▶ [Your assignment]
Return, without pictures, the lines from the start of the data through the one that contains "Task: Click on".

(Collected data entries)
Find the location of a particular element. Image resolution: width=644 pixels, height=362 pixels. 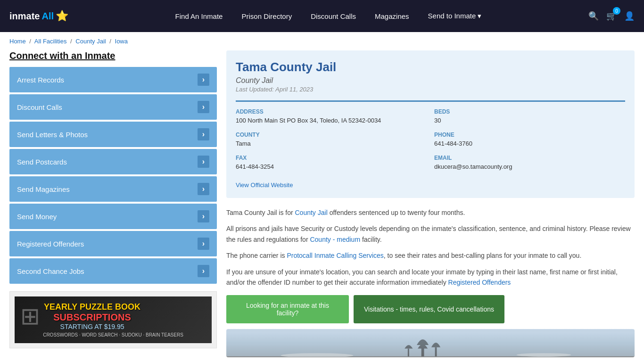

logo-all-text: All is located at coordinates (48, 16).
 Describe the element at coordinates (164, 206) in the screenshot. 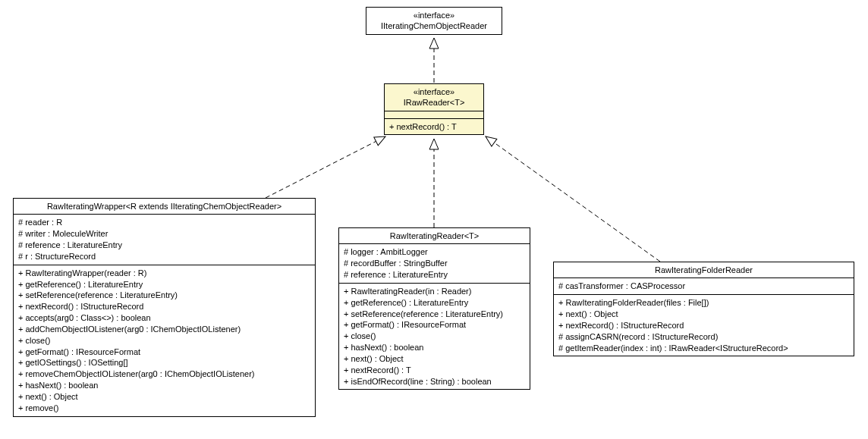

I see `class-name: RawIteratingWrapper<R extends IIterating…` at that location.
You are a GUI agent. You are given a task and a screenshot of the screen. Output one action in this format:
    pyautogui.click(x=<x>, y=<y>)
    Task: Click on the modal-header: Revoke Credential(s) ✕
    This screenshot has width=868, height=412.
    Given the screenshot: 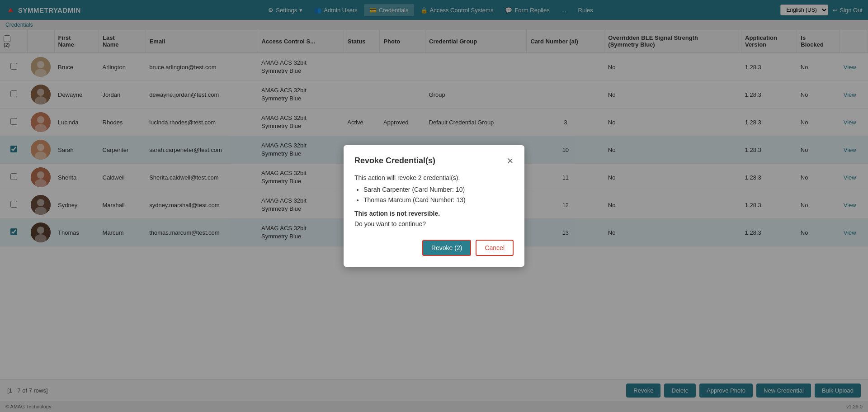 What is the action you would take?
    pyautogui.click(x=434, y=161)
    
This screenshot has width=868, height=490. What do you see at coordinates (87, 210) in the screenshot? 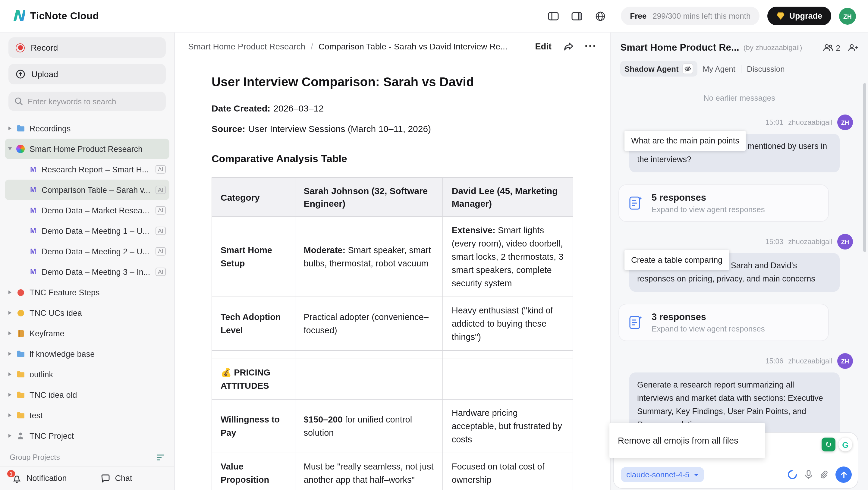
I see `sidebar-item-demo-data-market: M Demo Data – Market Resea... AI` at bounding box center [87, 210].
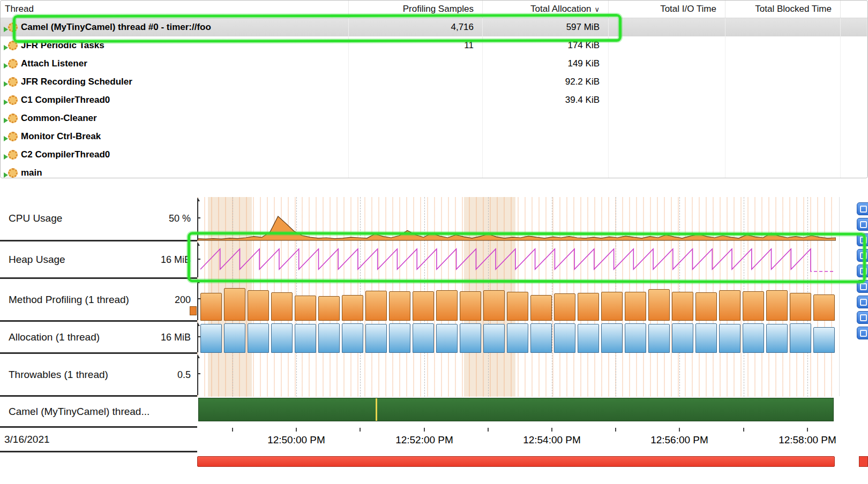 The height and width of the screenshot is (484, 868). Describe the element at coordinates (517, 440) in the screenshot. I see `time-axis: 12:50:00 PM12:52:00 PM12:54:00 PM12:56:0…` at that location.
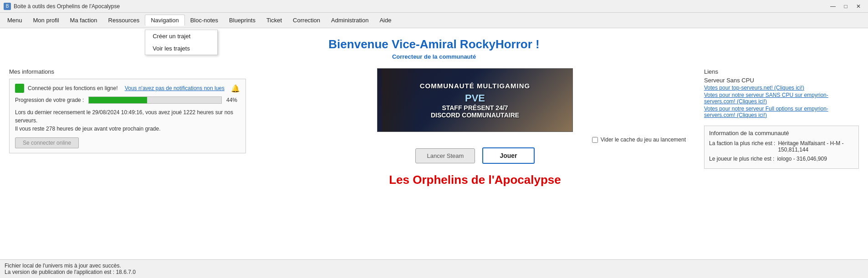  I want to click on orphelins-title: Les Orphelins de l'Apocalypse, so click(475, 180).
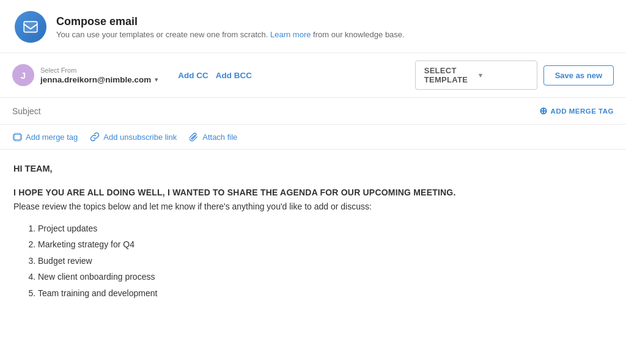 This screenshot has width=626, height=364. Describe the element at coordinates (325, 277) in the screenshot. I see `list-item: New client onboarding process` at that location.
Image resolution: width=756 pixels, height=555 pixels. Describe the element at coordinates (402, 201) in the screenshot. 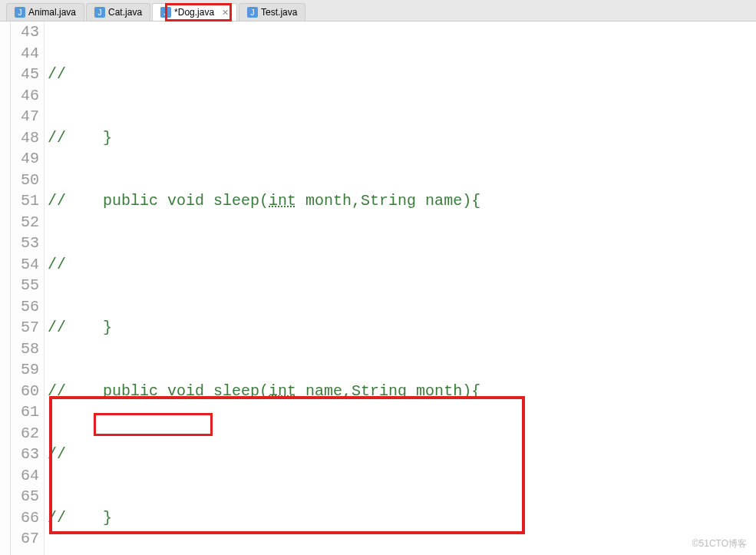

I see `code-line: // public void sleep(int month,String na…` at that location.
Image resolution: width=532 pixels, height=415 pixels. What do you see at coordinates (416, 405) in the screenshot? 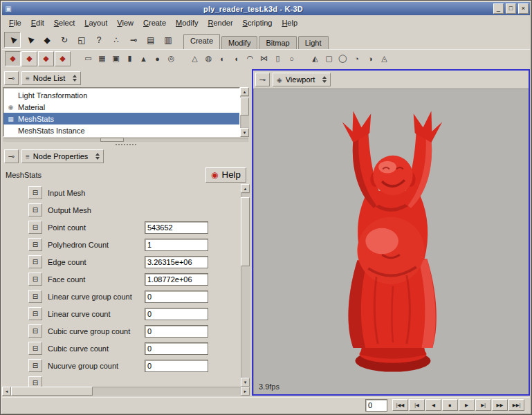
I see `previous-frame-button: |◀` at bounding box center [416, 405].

▶ [Solved problem]
Find the location of a particular element. Image resolution: width=644 pixels, height=362 pixels. 

logo-all-text: All is located at coordinates (48, 16).
 Describe the element at coordinates (164, 206) in the screenshot. 

I see `class-name: RawIteratingWrapper<R extends IIterating…` at that location.
You are a GUI agent. You are given a task and a screenshot of the screen. Output one action in this format:
    pyautogui.click(x=<x>, y=<y>)
    Task: Click on the modal-header: Revoke Credential(s) ✕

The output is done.